Argentina gets guarantee to restructure its debt and comes out of suspension of payments

Argentina has obtained the guarantee to restructure 99% of its debt with bonds in foreign law for some $66 billion this Tuesday. With this agreement, the country manages to get out of the suspension of payments. It has been more than four months of arduous negotiations with powerful investment funds. "Today we cleared an obstacle. In short, I hope that we clear the obstacle of the debt with the International Monetary Fund", explained the Argentine President, Alberto Fernández, in declarations published by the Efe agency.
According to the government, thanks to this agreement, which will be finalised next Friday, Argentina will have debt relief over the next decade of 37.7 billion dollars and the average interest rate it pays on issued bonds will fall from the current 7% to 3.07%. "None of this has been easy, but we did it. If there is one thing that we Argentinians know, it is how to get up when we fall. In December we felt that we had fallen. Today we are on our feet again and on the move. Let's celebrate", insisted Alberto Fernández.

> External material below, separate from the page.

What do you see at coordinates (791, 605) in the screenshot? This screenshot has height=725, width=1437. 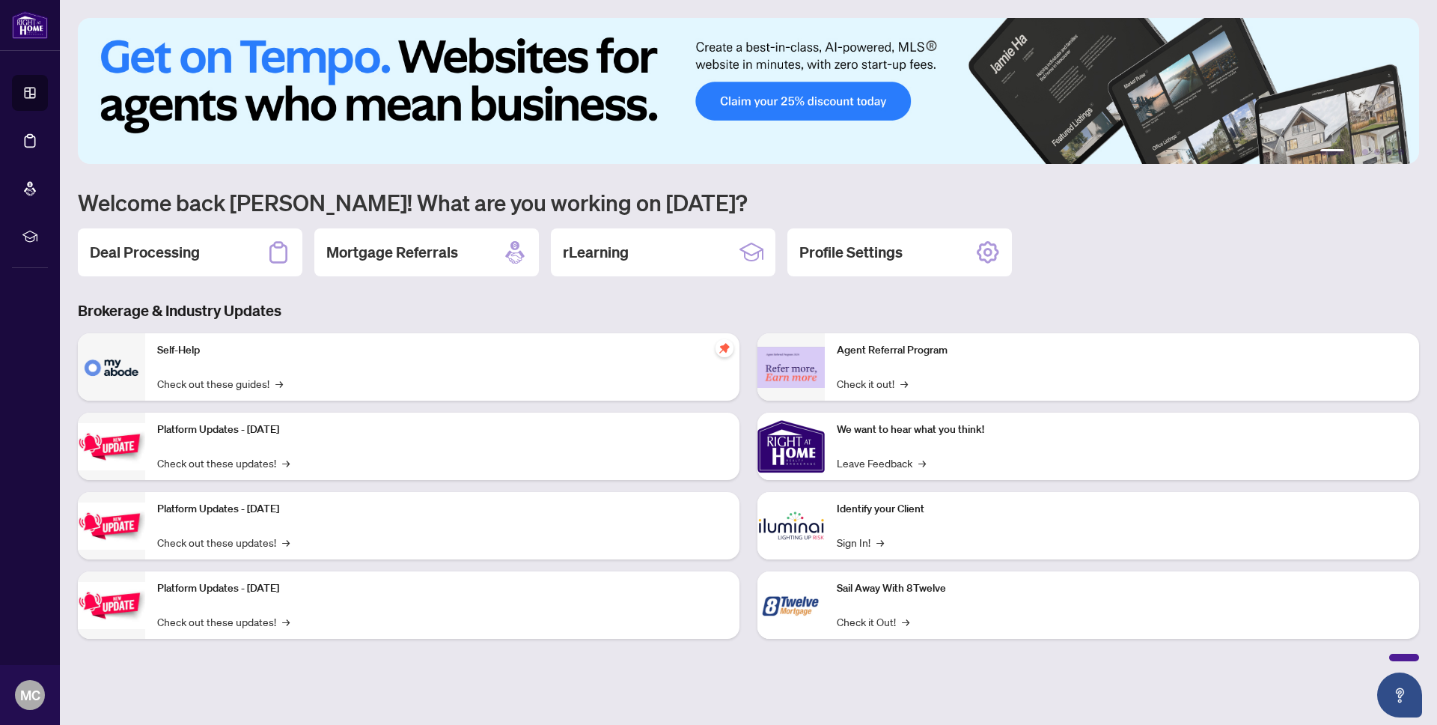 I see `img: Sail Away With 8Twelve` at bounding box center [791, 605].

The economy minister, Martín Guzmán, who has been in charge of the tough negotiations with the three largest groups of creditors since April, said that the exchange of foreign-legal bonds, together with the imminent restructuring of local-legal bonds into 41.714 billion dollars, puts the country in a "much healthier and more solid" situation for facing the future. The minister assured that "relief" will be provided to the "fundamental" public sector in order to implement the policies necessary for the development of the country, whose economy is in a two-year recession with high inflation rates, a scenario that has been aggravated by the COVID-19 pandemic, with a sharp increase in the fiscal deficit and a GDP that is expected to fall by 12.5% this year, according to private forecasts.
Mr Guzmán explained that the swap also makes it possible to generate conditions of exchange rate stability and better financing for the private sector. "Now we can think of another Argentina. This Argentina, which is still struggling with the pandemic, can start thinking about its future and how to build itself," Fernández said. The immediate objective will be to increase production and employment, encouraging investment and exports.
The president stressed the "enormous effort" his government has made to convince the world that the country should restructure its debt "without condemning Argentines to prostration," and thanked the international support it has received in negotiations with private creditors.

In particular, he expressed his gratitude to Pope Francisco, who helped "silently"; to the President of Mexico, Andrés Manuel López Obrador; to the Prime Minister of Italy, Giuseppe Conte; to the President of the Spanish Government, Pedro Sánchez; to the German Chancellor, Angela Merkel; and to the President of France, Emmanuel Macron.
Special thanks were also expressed to the Managing Director of the IMF, Kristalina Georgieva. "It sounds strange, but Kristalina Georgieva also helped Argentina to find this result. And one must thank her for the effort she has made so far," he said. Last Wednesday, the Fernández government formally requested the Fund to begin negotiations to refinance the debt of some 44 billion dollars that the South American country has with that organisation.
Guzmán reiterated this Tuesday that Argentina cannot pay the IMF this debt between 2021 and 2024, as agreed in 2018, and so a new agreement is being sought that will provide the country with financing to be able to cancel the commitments with the organisation. "Basically, to refinance these debts and thus have more time to recover the economy and generate the capacity to pay consistent with the commitments that are being taken," he concluded.